Integrating 4D Gaussian Splats into Omniverse and Isaac Sim
Progress, Challenges, and What Comes Next
At Evercoast, we’ve been working to integrate our 4D Gaussian Splatting data into NVIDIA’s Omniverse ecosystem, with a focus on testing inside Isaac Sim. Static splats — single-frame Gaussian Splat representations — are already gaining traction in the Omniverse community for use in photorealistic scene capture and environment scanning. These are well-suited for static assets and environmental reconstruction.
Our focus, however, is on time-sequenced splats: dynamic, multi-frame volumetric video that captures human motion and real-world interactions with high fidelity. We’re exploring how well Omniverse and Isaac Sim can support this type of data for simulation, robotics, AI training, and digital twins.
Note: The observations and limitations described in this post are based on our internal testing with 4D Gaussian Splats in Omniverse and Isaac Sim. While consistent across our experiments, they may not reflect formal platform constraints or documented behavior.
Why 4D Gaussian Splats?
4D Gaussian Splats are a powerful way to represent real-world motion and appearance in volumetric form. Unlike traditional meshes or skeletal motion capture, splats preserve full surface and appearance detail, including soft tissue, fabric, hair, and complex lighting. They are time-sequenced, view-dependent, and inherently photorealistic.
While current implementations are not lightweight or performance-optimized, their value lies in fidelity. For simulation scenarios that demand realism — especially for perception-based AI and robotics training — splats offer a level of visual ground truth that other representations struggle to match.
Context: Omniverse and Isaac Sim
Omniverse is NVIDIA’s collaborative 3D platform for real-time simulation and design, built around the Universal Scene Description (USD) standard. Isaac Sim is a robotics simulation application built on Omniverse, providing tools for simulating sensors, environments, and robot behavior.

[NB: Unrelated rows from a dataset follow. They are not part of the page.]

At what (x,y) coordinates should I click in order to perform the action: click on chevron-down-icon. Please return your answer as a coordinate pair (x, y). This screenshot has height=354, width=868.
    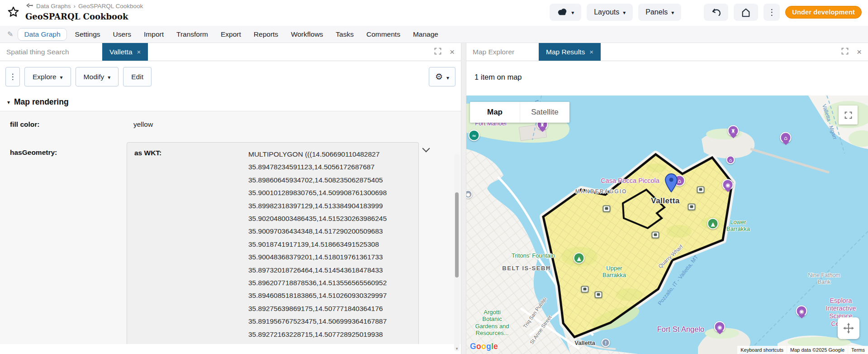
    Looking at the image, I should click on (426, 148).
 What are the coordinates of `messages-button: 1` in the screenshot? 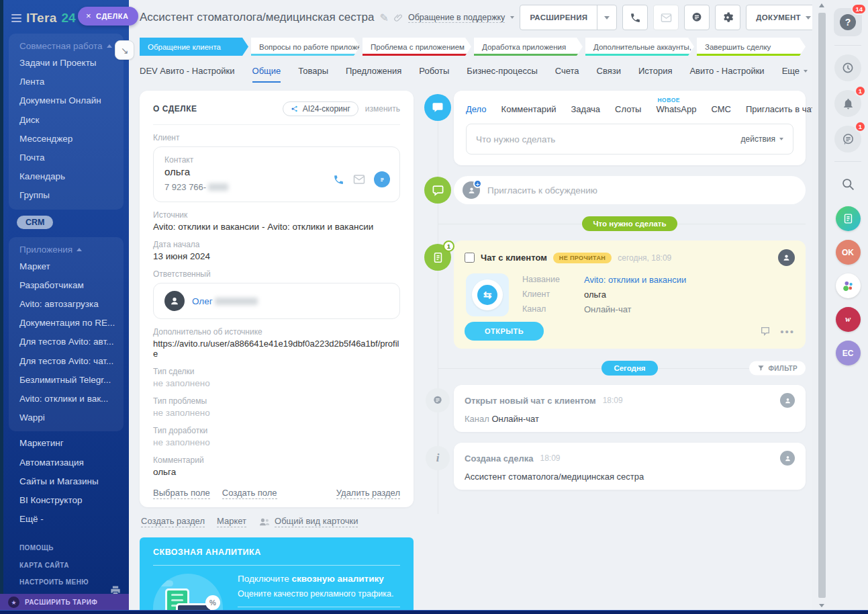 It's located at (848, 139).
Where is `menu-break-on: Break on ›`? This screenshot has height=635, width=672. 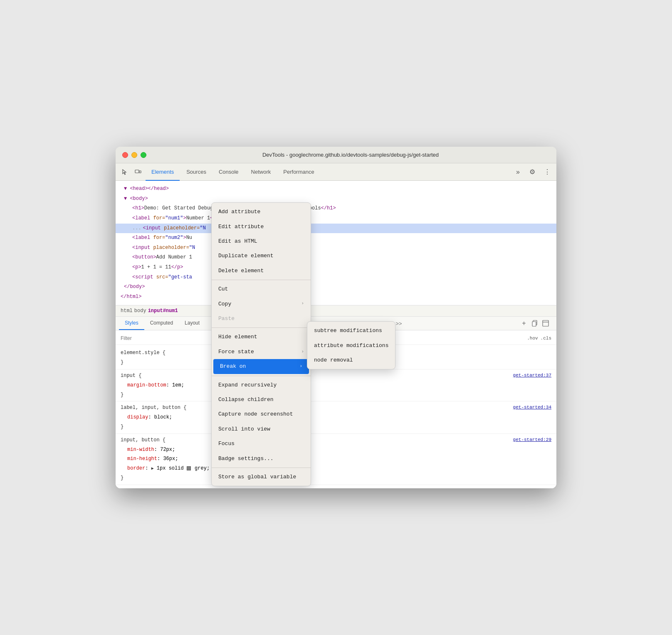 menu-break-on: Break on › is located at coordinates (261, 367).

Our work has focused primarily within Isaac Sim, where accurate simulation of sensors and environments is critical. The question we’re exploring is whether 4D Gaussian Splats can become first-class citizens in that ecosystem — usable not just as static visual assets, but as integrated components in simulation, rendering, and sensor workflows depicting dynamic scenes and situations.
What We Found
1. Physics and Collision
Splats are not mesh-based and do not have explicit surface geometry. As expected, they cannot interact with physics engines in Isaac Sim out of the box. Collisions, dynamics, or physical presence would require supplemental geometry such as bounding boxes or proxy meshes.
Physics collisions for the default physics scene in Omniverse, with a splat and a mesh imported.

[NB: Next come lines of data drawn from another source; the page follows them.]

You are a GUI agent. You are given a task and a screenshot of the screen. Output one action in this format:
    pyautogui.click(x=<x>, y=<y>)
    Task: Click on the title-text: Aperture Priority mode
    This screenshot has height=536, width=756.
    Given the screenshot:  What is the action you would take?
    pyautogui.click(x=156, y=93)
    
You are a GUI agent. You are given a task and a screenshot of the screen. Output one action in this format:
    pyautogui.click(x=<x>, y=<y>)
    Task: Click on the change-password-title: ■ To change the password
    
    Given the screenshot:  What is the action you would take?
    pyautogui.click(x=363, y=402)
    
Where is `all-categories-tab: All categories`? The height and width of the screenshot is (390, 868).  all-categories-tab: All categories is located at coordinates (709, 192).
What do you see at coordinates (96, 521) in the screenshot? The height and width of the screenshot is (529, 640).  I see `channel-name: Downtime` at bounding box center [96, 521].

2. Sensor Integration (LIDAR and Visual SLAM)
Using the Carter robot in Isaac Sim, we tested whether splats are visible to simulation sensors. We’ve found that splats are not detected by LIDAR sensors, meaning they do not appear in depth scans or point clouds generated by non-visual sensors.
However, RGB cameras used in visual SLAM pipelines can see the splats, and we were able to extract sparse point clouds based on visual data. This suggests splats are usable in vision-based workflows but are currently invisible to depth or range-based systems.
Isaac Sim Carter Robot NVBlox Lidar example, showing the lack of depth computation for an imported splat.
3. Temporal Playback
We constructed a simple time-sequenced playback setup by manually keying the visibility of individual .usdz splat files. This worked for basic testing, but is not scalable. Current formats like .usdz do not natively support multi-frame sequences. A standardized approach for loading and playing splat sequences would greatly improve usability within both Omniverse and Isaac Sim.
Isaac Sim Carter Robot Visual SLAM example, showing the sparse point cloud representing the imported splat.
4. Rendering and Alpha Blending
When splats overlap or intersect with translucent materials, we observed rendering artifacts. These include hard edges and incorrect occlusion behavior. This likely stems from billboard-style rendering, where splats are rendered as 2D planes with depth-based sorting. Because they are not composited volumetrically, blending with other geometry — especially transparent objects — produces visual issues.
Manually keyed splat sequence for temporal playback
5. Shadows and Reflections
Splats do not currently cast or receive shadows and do not appear in reflections. Splats also cannot blend together when overlayed in the camera view, despite different world positions. This further reinforces the idea that they are treated as flat visual cards rather than volumetric content. This limitation restricts their use in photorealistic or physically accurate environments where lighting interaction is essential.
Interaction of a cube, casting shadows, over a mesh and a splat sequence. The mirrored floor shows no splat reflection, and two splats interacting shows billboard rasterization artifacts.
What This Could Enable in Omniverse and Isaac Sim
With deeper support, 4D Gaussian Splats could enable several high-value use cases within the NVIDIA simulation ecosystem:
Sensor fidelity for AI perception: Splats could become visible to LIDAR, depth, and multimodal sensors, enabling synthetic data generation with realistic occlusions and surface interactions.
Photorealistic digital twins: Time-sequenced splats could represent human activity inside complex digital twin environments with visual accuracy far beyond rigged meshes.
Vision-language and scene understanding training: 4D splats provide a unique foundation for AI models to learn from temporally coherent, spatially rich representations of the real world.
Simulation replay with real-world data: Captured 4D content could be dropped into simulation scenes for replay, annotation, or interaction with virtual agents or environments.
To unlock these possibilities, splats must be treated as more than static assets. They need full integration into Omniverse’s rendering, sensor, and simulation systems, with proper handling of time, transparency, and light interaction.
Where We Go from Here
This work is ongoing. We’re building tools, testing edge cases, and continuing to evaluate the role splats can play inside Isaac Sim. The questions we’re exploring include:
Can splats be made visible to LIDAR and depth sensors?
Will there be native support for time-sequenced playback in USD pipelines?
Is there a path toward volumetric rendering with full shadow, reflection, and transparency support?
We’re excited about what’s possible and will continue to share what we learn. If you’re working on similar challenges in Omniverse, Isaac Sim, or volumetric content pipelines, we’d love to connect.